CHENNAI: Pressure lena ka nahi, pressure dena ka. (To not take pressure, but exert it). Lalchand Rajput vividly remembers the tagline.

It was what the Indian team kept telling themselves during the 2007 World T20 in South Africa. The format was new, and so were most players on the team. It was unknown territory for not just the Indian team but for the sport in itself.

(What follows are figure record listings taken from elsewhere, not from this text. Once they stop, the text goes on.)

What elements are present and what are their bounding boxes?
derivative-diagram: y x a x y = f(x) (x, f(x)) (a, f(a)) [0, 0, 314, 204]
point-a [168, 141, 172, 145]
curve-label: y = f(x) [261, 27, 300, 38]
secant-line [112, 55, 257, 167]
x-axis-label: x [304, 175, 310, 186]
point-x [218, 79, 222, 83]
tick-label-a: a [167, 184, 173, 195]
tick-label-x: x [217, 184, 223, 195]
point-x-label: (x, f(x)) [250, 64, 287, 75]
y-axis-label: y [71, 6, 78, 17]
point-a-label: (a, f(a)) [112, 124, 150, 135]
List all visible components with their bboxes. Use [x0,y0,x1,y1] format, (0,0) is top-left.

MS Dhoni was leading the team that was without a head coach and Rajput was the manager of the side.

The young bunch of stars were a new breeze for Indian cricket and they went on to etch their name in the history books, beating Pakistan to win the trophy. “Nobody expected us and nobody knew what was happening,” Rajput recalls.

“So what we did was that, irrespective of what the situation was, we gave them the license to play freely and express themselves. And that’s what brought us the glory. If you look at the team, everybody had contributed: Gautam Gambhir, Yuvraj Singh, Sreesanth, Irfan and Yusuf Pathan, Rohit Sharma, RP Singh, so everybody, Dhoni coming at the end and then getting to that finishing line. The thing which we discussed also was that nobody should take any pressure and we had a tagline. Pressure lena ka nahi, pressure dena ka.”

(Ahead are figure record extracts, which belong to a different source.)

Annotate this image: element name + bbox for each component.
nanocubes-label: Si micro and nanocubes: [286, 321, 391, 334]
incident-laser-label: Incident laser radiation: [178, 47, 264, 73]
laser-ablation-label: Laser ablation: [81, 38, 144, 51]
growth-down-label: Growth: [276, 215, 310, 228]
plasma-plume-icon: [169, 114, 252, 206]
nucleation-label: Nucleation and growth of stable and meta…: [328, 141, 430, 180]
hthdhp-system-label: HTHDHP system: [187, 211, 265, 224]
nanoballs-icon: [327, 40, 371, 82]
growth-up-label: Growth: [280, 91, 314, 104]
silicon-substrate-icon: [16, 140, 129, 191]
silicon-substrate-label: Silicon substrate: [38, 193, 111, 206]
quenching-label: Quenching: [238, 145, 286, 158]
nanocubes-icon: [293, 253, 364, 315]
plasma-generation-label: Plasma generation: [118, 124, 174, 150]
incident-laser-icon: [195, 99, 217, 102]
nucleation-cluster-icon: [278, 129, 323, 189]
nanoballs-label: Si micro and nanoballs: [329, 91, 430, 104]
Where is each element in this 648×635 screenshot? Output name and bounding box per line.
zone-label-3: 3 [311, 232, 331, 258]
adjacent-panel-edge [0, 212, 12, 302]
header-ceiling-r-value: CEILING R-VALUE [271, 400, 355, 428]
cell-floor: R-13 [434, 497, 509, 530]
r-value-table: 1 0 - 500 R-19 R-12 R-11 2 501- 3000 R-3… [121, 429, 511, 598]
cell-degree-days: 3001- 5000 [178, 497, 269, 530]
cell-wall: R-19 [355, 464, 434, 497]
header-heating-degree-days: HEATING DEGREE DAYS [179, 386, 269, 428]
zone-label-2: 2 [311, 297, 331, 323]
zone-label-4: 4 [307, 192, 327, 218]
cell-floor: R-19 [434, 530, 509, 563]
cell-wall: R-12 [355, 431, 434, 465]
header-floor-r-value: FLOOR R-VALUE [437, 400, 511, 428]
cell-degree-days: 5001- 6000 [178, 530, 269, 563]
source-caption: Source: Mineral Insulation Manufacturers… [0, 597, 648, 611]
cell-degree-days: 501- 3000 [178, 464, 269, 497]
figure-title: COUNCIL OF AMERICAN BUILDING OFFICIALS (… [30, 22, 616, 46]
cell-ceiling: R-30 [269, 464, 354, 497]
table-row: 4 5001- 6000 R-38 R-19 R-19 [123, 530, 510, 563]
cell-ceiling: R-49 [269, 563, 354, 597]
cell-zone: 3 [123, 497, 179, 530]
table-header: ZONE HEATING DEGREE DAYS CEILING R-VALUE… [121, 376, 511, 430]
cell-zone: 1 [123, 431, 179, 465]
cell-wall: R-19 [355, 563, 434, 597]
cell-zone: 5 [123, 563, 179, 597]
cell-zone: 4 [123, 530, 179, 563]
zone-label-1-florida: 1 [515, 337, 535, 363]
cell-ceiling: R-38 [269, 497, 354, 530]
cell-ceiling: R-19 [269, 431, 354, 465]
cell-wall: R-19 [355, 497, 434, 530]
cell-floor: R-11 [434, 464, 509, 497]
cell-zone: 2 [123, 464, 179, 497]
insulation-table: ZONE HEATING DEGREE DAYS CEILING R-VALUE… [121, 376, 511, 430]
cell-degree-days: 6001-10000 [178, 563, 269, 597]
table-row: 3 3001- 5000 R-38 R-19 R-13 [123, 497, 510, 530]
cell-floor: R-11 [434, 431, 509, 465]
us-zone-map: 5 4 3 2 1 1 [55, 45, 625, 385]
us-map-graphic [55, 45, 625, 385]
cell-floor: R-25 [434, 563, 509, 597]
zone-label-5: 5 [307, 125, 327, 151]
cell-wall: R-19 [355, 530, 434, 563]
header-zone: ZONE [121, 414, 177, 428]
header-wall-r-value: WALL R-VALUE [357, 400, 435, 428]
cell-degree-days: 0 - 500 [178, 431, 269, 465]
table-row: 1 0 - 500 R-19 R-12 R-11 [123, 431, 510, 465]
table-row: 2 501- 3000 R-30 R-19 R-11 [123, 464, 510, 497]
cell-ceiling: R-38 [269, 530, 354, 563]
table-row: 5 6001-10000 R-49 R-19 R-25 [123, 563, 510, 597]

It worked wonders. India lived by the tagline as they beat Pakistan first in a bowl out and then in the final, records were broken against England. They also outperformed the mighty Australians and fought back from a crisis against South Africa. Not once did they look like they were down and out.

That title win, India’s first since the 1983 World Cup in England, will go down as the moment that changed not just Indian cricket but world cricket.